In most business organisations, email has become the standard way of sending information backwards and forwards. If a manager needs to communicate with staff, they just send an email. Sales figures, customer service reports, whatever. Planning training via email is even accepted nowadays.
So far so good – but using email as a management tool has a number of weaknesses that aren’t readily obvious.
Leaving aside that important emails will obviously get mixed up with arrangements for nights out, charity events and other trivial matters, most people have no clue how to save a document from an email. (Windows usually saves the file to a place called a temp file. When you try to explain this to people, they probably won’t understand).
As a result of this, most will just leave the attachment attached to the document and clog up the PC’s hard drive, network server space or both. When someone gets a query, they have to look at endless old emails to find information. (IT is supposed to make it easy to find things not rely on humans to remember the date they received it)
New team members are supposed to do what? A new member of staff will get a fresh install of outlook or thunderbird which doesn’t contain any emails at all and they will have to listen to a second or third hand account of why things are as they are in the workplace.
Again, a waste of time and not using technology to it’s full advantage.
How to solve this simple but tricky problem?
Why not borrow an idea from google Google, where all staff members have an internal blog.
What goes on a personal blog?
As well as the standard personal stuff, users can post minutes or meetings & away days they may attend. How to’s are all stored in one place and personal & team targets can be posted.
Of course, all this is indexable & searchable by tags and you can even set it up so that when a new post is made, an email alert is posted out to everyone.
Wouldn’t it be better if the technology worked for you rather than the other way round?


--- Work instruction ---
Throughout the records below, find each line holding "will" and copy it.

(Items listed in a dataset)
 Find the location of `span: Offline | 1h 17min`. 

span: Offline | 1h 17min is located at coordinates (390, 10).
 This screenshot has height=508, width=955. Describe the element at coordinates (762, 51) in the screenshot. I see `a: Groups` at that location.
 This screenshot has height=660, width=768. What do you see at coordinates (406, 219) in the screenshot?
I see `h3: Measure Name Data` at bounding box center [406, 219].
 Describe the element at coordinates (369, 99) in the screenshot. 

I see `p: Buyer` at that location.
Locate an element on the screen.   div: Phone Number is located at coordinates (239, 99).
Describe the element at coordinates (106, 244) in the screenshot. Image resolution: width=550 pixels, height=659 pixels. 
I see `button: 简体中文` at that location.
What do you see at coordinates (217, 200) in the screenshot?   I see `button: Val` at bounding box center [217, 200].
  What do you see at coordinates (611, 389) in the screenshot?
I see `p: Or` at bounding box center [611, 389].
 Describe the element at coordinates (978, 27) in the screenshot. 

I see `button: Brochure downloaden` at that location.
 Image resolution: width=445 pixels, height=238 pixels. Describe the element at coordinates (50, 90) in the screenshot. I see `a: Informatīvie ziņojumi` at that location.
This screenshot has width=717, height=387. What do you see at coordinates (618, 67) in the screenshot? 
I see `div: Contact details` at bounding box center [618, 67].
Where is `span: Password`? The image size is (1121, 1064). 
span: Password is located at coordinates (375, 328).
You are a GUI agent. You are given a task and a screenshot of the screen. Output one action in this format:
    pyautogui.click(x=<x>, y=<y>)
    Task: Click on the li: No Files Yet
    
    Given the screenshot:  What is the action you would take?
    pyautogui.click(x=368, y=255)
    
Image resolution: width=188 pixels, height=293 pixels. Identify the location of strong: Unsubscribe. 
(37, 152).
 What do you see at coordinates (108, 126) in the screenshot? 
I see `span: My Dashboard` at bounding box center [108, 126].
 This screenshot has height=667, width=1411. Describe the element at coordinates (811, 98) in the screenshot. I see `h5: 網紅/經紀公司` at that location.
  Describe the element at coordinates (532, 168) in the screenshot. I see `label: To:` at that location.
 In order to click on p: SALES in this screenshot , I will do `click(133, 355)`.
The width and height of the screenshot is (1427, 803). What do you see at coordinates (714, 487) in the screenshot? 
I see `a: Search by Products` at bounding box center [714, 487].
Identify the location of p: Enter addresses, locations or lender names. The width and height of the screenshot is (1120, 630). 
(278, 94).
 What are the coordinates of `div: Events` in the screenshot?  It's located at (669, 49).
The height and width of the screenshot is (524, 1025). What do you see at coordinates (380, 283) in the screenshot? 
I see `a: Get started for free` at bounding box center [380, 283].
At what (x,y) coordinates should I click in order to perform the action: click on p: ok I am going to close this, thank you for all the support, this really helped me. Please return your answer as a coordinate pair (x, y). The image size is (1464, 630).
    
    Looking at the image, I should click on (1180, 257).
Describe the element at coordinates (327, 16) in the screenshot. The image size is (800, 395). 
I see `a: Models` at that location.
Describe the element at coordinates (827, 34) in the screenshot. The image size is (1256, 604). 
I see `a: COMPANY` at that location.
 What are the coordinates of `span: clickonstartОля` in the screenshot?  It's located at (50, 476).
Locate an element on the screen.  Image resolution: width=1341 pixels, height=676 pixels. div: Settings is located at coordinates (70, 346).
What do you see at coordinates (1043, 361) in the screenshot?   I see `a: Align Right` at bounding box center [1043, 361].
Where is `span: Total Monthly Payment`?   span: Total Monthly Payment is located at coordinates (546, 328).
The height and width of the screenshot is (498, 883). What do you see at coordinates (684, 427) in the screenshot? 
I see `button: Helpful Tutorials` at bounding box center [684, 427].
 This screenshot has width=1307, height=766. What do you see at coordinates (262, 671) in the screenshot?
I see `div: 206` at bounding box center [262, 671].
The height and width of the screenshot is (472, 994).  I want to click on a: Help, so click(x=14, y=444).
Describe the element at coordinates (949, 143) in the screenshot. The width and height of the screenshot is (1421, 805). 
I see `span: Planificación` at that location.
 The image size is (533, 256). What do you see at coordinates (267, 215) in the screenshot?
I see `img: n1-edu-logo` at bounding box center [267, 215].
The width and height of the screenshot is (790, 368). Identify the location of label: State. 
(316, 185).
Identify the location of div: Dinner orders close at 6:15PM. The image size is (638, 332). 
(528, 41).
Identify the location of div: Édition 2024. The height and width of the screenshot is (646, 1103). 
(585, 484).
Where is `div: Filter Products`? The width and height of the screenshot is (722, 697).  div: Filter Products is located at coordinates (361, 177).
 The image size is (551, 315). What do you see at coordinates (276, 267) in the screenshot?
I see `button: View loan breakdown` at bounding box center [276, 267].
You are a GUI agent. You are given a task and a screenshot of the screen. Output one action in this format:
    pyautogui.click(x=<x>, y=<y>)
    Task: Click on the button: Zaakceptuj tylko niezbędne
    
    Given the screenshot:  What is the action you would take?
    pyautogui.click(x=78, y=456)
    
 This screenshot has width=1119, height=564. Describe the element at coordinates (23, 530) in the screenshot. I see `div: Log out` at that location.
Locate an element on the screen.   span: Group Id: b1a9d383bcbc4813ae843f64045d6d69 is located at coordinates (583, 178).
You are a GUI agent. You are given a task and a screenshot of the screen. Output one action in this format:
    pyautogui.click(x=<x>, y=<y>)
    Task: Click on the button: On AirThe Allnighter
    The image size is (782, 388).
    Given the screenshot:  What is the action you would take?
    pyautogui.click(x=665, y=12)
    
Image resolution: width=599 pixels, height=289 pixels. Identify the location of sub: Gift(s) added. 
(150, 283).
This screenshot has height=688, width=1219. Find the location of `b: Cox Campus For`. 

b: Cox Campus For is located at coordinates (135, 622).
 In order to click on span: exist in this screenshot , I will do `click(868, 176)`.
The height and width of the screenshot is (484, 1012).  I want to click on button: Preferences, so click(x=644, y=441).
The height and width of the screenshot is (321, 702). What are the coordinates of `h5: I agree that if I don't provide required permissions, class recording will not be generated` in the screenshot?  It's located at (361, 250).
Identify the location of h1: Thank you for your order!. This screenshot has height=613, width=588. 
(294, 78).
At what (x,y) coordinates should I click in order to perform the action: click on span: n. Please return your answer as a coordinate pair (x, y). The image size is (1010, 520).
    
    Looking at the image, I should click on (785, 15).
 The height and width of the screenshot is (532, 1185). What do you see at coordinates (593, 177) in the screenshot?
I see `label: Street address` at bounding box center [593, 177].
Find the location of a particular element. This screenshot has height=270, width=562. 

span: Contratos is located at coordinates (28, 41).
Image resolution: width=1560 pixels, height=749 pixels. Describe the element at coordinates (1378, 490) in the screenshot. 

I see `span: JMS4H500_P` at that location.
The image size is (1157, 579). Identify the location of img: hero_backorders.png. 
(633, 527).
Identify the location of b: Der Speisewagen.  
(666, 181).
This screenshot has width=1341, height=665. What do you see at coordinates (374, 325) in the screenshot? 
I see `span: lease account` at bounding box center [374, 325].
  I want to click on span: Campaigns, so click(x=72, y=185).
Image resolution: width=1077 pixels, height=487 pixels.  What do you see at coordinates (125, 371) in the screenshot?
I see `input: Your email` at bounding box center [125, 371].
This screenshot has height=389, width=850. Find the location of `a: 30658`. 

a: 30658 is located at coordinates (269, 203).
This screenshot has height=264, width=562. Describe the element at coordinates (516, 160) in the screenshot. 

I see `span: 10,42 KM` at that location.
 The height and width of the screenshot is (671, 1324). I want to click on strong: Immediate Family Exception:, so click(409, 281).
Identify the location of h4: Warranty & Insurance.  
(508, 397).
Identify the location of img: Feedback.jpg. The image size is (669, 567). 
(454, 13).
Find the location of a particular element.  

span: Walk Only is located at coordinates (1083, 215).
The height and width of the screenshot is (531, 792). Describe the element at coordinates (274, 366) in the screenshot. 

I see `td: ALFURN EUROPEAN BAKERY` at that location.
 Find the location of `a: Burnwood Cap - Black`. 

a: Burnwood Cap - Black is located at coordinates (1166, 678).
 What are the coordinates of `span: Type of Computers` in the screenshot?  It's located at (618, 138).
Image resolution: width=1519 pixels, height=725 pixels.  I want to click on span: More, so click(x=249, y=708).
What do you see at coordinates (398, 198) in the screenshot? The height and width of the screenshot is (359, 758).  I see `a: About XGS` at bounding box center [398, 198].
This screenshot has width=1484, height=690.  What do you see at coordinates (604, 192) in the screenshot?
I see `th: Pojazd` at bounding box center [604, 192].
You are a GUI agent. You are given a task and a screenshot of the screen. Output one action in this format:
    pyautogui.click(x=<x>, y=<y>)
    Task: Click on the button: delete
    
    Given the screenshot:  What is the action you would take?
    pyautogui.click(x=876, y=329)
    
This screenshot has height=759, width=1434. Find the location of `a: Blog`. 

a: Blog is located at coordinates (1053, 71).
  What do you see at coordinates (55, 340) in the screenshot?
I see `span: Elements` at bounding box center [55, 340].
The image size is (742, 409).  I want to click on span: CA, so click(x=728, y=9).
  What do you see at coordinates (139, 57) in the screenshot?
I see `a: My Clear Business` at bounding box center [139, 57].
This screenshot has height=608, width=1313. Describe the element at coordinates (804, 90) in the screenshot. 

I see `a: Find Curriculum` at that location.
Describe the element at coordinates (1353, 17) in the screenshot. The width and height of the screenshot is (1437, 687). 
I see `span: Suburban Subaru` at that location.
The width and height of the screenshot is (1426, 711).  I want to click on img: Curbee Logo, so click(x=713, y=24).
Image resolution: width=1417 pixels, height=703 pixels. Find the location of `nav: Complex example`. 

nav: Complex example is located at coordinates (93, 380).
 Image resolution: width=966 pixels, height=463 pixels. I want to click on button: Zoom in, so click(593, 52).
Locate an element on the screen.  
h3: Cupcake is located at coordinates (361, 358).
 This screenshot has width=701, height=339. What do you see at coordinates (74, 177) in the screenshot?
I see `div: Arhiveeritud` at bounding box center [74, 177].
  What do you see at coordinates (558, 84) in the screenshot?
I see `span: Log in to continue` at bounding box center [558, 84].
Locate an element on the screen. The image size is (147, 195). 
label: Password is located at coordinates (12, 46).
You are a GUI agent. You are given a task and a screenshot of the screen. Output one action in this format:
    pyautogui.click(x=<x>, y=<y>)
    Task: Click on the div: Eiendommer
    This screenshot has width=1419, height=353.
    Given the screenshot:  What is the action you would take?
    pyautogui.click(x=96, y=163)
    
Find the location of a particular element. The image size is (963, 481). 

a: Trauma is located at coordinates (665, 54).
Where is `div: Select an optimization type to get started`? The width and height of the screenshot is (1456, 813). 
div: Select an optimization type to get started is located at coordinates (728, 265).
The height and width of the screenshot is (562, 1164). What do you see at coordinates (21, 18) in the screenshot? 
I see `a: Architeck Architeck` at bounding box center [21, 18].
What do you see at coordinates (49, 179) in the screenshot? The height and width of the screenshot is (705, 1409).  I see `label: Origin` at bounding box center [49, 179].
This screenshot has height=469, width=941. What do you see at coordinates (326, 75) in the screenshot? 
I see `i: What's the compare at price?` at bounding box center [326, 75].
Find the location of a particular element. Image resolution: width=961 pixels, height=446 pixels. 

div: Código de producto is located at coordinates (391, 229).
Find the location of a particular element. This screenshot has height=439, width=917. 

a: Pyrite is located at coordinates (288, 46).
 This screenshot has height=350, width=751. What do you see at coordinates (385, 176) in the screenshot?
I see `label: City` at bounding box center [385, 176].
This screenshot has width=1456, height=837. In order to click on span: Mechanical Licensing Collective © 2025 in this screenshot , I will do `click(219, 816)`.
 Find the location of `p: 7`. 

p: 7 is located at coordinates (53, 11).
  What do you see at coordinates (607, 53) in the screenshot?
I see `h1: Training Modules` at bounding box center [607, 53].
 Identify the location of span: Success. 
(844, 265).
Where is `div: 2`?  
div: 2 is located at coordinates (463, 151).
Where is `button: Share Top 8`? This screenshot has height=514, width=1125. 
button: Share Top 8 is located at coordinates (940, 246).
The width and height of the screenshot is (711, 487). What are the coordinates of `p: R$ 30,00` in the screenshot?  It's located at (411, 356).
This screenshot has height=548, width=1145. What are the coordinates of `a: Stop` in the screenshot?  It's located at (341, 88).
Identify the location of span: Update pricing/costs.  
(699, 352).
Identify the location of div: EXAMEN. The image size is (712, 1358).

--- Exercise response ---
 In order to click on p: SALES in this screenshot , I will do `click(133, 355)`.
 In order to click on span: exist in this screenshot , I will do `click(868, 176)`.
The height and width of the screenshot is (321, 702). What are the coordinates of `h5: I agree that if I don't provide required permissions, class recording will not be generated` in the screenshot?  It's located at (361, 250).
This screenshot has width=1456, height=837. In order to click on span: Mechanical Licensing Collective © 2025 in this screenshot , I will do `click(219, 816)`.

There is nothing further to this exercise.